Review: Lady Catherine’s Necklace by Joan Aiken

lady-catherines-necklaceLady Catherine’s Necklace
By Joan Aiken
Thorndike Press, 2000

This variation of Jane Austen’s classic novel, Pride and Prejudice, is set a few years after the events of Austen’s original. Lady Catherine and her daughter, Anne, are residing quietly at Rosings Park when a freak April snowstorm strands the elegant Ralph Delaval and his sister Priscilla in the neighborhood.

Lady Catherine allows these elegant unfortunates to stay at Rosings, despite Anne’s misgivings. The mystery deepens when Lady Catherine goes on a journey, one of her prize necklaces is declared to be a fake, and Lady Catherine herself is apparently kidnapped.

As a long-time reader of Jane Austen fan fiction, I’m used to authors taking liberties with the original storylines, but Aiken’s book begins with at least one impossibility, which nearly caused me to stop reading the book entirely.

Based on all of the events that were alluded to have happened since Pride and Prejudice ended and Aiken’s book began — Mr. Bingley has bought his own home, Mr. Bennett has passed away, Charlotte’s first child is several years old — Lady Catherine’s daughter Anne, who was a pale sickly creature of age to be out in company in Austen’s original, should have been in her early twenties (at least) at the start of this story. And yet there she was, a blooming girl of 17, out digging in the garden and chatting up painters.

Since Aiken’s story is presumably set several years after the end of Pride and Prejudice, that means Lady Catherine was furious with Mr. Darcy for not marrying a 12 year old girl.

Perhaps she was. But I have to say, I devoutly hope not.

Maria Lucas seemed quite a bit livelier in Aiken’s version too, but compared to the puzzle of Anne’s miracle cure and extreme youthfulness, this was easy for me to reconcile. Maria would have spent several years in society by this point. She probably would have attained a bit of polish.

As I read, I quickly realized that I had to make a choice — either stop reading altogether or stop looking for faithfulness to Pride and Prejudice and enjoy Aiken’s narrative as an only tangentially related tale loosely set in more or less the same world.

I had read other Austen variations by Joan Aiken before and enjoyed them, so I chose to continue reading this one. And in the end, I was repaid with a fun little Regency story set in a world and populated by characters that were just familiar enough to be comfortable companions for a stormy afternoon.

Who would enjoy this book
Jane Austen fans who don’t require their Pride & Prejudice fan fiction to be all that faithful to the original. Better yet, folks who haven’t necessarily read Jane Austen’s novels at all, and are just looking for a light-hearted and somewhat silly Regency novel with which to pass a lazy afternoon.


### WHAT THE EXERCISE ASKS
Set down the data again word for word. Skip any pictures.

***** INFORMATION PROVIDED

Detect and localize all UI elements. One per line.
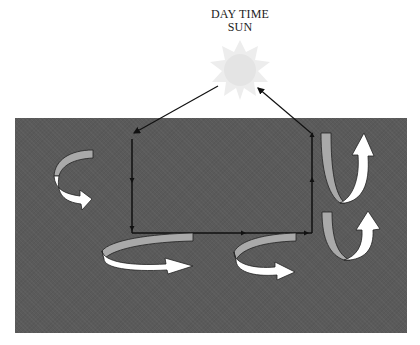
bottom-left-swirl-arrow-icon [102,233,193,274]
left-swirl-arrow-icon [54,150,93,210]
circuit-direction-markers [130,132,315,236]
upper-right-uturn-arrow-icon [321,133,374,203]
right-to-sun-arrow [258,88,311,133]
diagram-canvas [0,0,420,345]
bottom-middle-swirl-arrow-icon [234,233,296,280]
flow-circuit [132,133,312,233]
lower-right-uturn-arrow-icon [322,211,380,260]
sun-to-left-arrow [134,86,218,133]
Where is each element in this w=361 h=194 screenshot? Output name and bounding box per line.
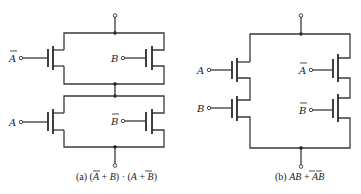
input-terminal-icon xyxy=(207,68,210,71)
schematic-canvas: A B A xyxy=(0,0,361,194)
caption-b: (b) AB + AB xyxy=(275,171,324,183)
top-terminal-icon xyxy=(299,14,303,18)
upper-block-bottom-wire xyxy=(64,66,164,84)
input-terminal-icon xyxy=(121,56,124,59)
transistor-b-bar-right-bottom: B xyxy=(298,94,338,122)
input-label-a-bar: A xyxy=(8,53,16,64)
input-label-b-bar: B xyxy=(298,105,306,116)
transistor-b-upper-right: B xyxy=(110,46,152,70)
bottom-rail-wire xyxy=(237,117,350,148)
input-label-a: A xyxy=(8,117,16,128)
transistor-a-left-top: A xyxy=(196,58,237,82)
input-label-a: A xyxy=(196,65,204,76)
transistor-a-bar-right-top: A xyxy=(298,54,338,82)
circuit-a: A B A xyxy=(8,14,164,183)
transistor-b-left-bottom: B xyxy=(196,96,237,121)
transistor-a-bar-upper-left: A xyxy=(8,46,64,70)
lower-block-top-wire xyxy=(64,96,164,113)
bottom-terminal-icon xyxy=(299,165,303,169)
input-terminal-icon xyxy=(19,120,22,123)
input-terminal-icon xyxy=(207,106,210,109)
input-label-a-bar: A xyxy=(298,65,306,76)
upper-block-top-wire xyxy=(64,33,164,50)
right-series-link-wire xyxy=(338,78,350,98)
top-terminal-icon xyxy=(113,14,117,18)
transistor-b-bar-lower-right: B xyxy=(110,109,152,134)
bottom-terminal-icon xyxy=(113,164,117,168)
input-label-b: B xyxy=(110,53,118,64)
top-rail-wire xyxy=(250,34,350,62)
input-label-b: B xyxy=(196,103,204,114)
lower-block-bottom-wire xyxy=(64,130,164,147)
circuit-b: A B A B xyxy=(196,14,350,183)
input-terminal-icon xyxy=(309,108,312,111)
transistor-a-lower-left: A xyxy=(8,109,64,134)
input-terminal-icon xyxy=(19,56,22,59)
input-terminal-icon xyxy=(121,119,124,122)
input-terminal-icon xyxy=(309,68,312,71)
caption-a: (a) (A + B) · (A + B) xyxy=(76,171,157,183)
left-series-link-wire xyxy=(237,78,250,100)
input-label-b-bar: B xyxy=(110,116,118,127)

**********

### PROBLEM SOLUTION
Detect and localize all UI elements. One per line.
bottom-left-swirl-arrow-icon [102,233,193,274]
left-swirl-arrow-icon [54,150,93,210]
circuit-direction-markers [130,132,315,236]
upper-right-uturn-arrow-icon [321,133,374,203]
right-to-sun-arrow [258,88,311,133]
diagram-canvas [0,0,420,345]
bottom-middle-swirl-arrow-icon [234,233,296,280]
flow-circuit [132,133,312,233]
lower-right-uturn-arrow-icon [322,211,380,260]
sun-to-left-arrow [134,86,218,133]
Where is each element in this w=361 h=194 screenshot? Output name and bounding box per line.
input-terminal-icon xyxy=(207,68,210,71)
schematic-canvas: A B A xyxy=(0,0,361,194)
caption-b: (b) AB + AB xyxy=(275,171,324,183)
top-terminal-icon xyxy=(299,14,303,18)
upper-block-bottom-wire xyxy=(64,66,164,84)
input-terminal-icon xyxy=(121,56,124,59)
transistor-b-bar-right-bottom: B xyxy=(298,94,338,122)
input-label-a-bar: A xyxy=(8,53,16,64)
input-label-b-bar: B xyxy=(298,105,306,116)
transistor-b-upper-right: B xyxy=(110,46,152,70)
bottom-rail-wire xyxy=(237,117,350,148)
input-label-a: A xyxy=(8,117,16,128)
transistor-a-left-top: A xyxy=(196,58,237,82)
input-label-a: A xyxy=(196,65,204,76)
transistor-a-bar-right-top: A xyxy=(298,54,338,82)
circuit-a: A B A xyxy=(8,14,164,183)
transistor-b-left-bottom: B xyxy=(196,96,237,121)
transistor-a-bar-upper-left: A xyxy=(8,46,64,70)
lower-block-top-wire xyxy=(64,96,164,113)
bottom-terminal-icon xyxy=(299,165,303,169)
input-terminal-icon xyxy=(19,120,22,123)
input-terminal-icon xyxy=(207,106,210,109)
input-label-a-bar: A xyxy=(298,65,306,76)
upper-block-top-wire xyxy=(64,33,164,50)
right-series-link-wire xyxy=(338,78,350,98)
top-terminal-icon xyxy=(113,14,117,18)
transistor-b-bar-lower-right: B xyxy=(110,109,152,134)
bottom-terminal-icon xyxy=(113,164,117,168)
input-label-b: B xyxy=(110,53,118,64)
top-rail-wire xyxy=(250,34,350,62)
input-label-b: B xyxy=(196,103,204,114)
lower-block-bottom-wire xyxy=(64,130,164,147)
circuit-b: A B A B xyxy=(196,14,350,183)
input-terminal-icon xyxy=(309,108,312,111)
transistor-a-lower-left: A xyxy=(8,109,64,134)
input-terminal-icon xyxy=(19,56,22,59)
input-terminal-icon xyxy=(121,119,124,122)
input-terminal-icon xyxy=(309,68,312,71)
caption-a: (a) (A + B) · (A + B) xyxy=(76,171,157,183)
left-series-link-wire xyxy=(237,78,250,100)
input-label-b-bar: B xyxy=(110,116,118,127)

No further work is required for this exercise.